Despite their growing success, worker cooperatives remain a fraction of the U.S. economy. The U.S. lags behind countries like Spain and Italy in the scale and scope of our worker cooperative landscape. Here, cooperatives struggle with financing because traditional banks often do not understand or trust the cooperative model, making public funding, loan programs, and tax incentives critical to their expansion. Few American schools teach students about cooperatives as a viable business model; integrating cooperative education into our curricula would help broaden awareness. States and localities can also facilitate the success of worker cooperatives by expanding programs like the Community Development Block Grant to support co-ops, amending Workforce Innovation and Opportunity Act regulations to include worker cooperatives, and establishing right-of-first-refusal laws that give workers the chance to buy businesses before outside investors.

Beyond traditional industries, worker cooperatives offer new solutions to modern labor challenges.
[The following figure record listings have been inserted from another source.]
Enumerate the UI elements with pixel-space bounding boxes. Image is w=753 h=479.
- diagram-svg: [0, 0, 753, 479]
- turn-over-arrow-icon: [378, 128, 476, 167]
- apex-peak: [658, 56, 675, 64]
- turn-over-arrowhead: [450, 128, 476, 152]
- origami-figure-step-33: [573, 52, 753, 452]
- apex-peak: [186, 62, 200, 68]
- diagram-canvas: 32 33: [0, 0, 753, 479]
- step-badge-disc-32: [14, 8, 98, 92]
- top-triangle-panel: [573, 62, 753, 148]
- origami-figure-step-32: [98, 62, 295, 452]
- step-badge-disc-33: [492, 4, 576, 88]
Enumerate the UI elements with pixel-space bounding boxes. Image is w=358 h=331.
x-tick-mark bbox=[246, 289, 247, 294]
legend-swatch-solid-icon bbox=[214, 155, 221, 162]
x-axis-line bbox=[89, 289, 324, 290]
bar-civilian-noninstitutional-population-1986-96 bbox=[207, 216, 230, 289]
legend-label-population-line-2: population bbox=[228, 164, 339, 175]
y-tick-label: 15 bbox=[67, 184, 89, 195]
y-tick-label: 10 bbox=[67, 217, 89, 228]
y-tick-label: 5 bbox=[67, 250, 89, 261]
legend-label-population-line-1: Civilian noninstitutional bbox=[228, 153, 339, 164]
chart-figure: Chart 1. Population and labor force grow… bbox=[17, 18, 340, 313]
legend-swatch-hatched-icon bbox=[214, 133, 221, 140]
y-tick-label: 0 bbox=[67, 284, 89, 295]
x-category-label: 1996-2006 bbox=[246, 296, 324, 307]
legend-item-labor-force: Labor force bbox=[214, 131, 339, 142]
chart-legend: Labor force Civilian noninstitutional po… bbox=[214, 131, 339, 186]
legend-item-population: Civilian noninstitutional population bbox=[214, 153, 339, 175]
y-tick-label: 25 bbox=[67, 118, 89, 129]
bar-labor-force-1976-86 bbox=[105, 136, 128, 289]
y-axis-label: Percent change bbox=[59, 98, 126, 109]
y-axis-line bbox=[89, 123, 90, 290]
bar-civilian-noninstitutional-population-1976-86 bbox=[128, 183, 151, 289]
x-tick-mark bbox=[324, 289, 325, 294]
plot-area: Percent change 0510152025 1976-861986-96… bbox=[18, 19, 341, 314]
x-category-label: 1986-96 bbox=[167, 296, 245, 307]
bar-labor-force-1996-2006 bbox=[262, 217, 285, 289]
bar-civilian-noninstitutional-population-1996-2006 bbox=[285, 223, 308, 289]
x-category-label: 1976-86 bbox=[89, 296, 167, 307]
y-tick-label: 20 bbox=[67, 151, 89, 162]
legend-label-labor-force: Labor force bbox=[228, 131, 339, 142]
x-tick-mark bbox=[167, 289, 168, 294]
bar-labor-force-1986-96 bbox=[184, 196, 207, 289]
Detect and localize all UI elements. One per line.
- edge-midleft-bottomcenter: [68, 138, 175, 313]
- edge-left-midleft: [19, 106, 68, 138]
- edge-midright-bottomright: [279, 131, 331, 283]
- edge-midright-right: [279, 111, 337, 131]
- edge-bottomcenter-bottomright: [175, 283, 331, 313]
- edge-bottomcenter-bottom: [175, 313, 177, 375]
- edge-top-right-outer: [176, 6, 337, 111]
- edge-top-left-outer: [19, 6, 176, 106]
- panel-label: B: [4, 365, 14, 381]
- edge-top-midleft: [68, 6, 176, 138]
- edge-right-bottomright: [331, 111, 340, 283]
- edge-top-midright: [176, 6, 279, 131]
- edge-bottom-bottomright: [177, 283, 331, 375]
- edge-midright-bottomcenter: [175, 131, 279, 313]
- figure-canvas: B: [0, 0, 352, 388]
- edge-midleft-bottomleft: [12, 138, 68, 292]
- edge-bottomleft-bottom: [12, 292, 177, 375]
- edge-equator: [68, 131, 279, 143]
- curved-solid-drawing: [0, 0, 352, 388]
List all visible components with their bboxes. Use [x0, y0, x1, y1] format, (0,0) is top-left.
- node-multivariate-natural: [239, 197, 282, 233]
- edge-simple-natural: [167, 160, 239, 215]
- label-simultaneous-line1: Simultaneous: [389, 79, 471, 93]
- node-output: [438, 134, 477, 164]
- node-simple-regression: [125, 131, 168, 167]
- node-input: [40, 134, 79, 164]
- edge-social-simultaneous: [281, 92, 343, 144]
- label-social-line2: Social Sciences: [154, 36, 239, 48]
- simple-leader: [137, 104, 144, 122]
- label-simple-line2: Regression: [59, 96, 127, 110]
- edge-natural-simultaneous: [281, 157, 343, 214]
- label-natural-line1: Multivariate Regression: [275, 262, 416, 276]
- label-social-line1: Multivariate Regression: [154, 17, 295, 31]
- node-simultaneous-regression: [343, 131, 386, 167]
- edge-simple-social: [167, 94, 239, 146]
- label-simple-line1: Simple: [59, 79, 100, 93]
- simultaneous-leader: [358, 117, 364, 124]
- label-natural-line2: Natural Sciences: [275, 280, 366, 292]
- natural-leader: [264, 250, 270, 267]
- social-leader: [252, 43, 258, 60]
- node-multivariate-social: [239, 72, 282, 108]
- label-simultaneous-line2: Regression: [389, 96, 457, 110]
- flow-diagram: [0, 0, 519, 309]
Platform cooperatives can bring together gig workers or contract workers to pool their risks and resources. Fairbnb—a cooperative alternative to Airbnb—reinvests 50% of its 15% commission into community projects rather than corporate shareholders’ pockets. Guilded, a cooperative for freelance artists, guarantees workers payment from a shared pool of funds within 14 days of project completion—providing economic stability in an industry where late payments are common. The fashion brand Tuniq engineered its own supply chain and ensures that its artisan workers own their means of production and set their own schedules.

Moreover, worker cooperatives and unions can work hand in hand to advance the goals of the labor movement. While unions organize workers to uproot unjust power structures, cooperatives plant the seeds of an economy that prioritizes people over profit. Recognizing this collaborative potential, the United Steelworkers and Mondragon Corporation in 2009 partnered to develop unionized worker cooperatives—known as union-coops—in the U.S. and Canada. In 2012, they introduced a union-coop model that highlighted how cooperatives benefit from unions’ strategic guidance, funding, and expertise, while unions gain new members and further their mission of worker empowerment. In 2013, CUNY Law’s Community & Economic Development Clinic (CEDC) joined the initiative to develop the model’s legal framework and launched Clean & Green Laundry, an eco-friendly commercial laundry, in Pittsburgh as a new union-coop.

Reviving the American Dream

Critics may dismiss worker cooperatives as socialism in hippie clothes, but in reality, they are deeply rooted in American ideals. By safeguarding democratic representation and economic self-determination for all, worker cooperatives revive the promise of the American Dream.

The most pernicious illusion of our era of authoritarian corporate capitalism is that we are powerless to create a more just and equitable world. Yet the growing worker cooperative movement reveals the truth: a fairer, more inclusive economy is not a distant fantasy—it’s already taking shape.

More in NLRB

More From OnLabor

See more

Enjoy OnLabor’s fresh takes on the day’s labor news, right in your inbox.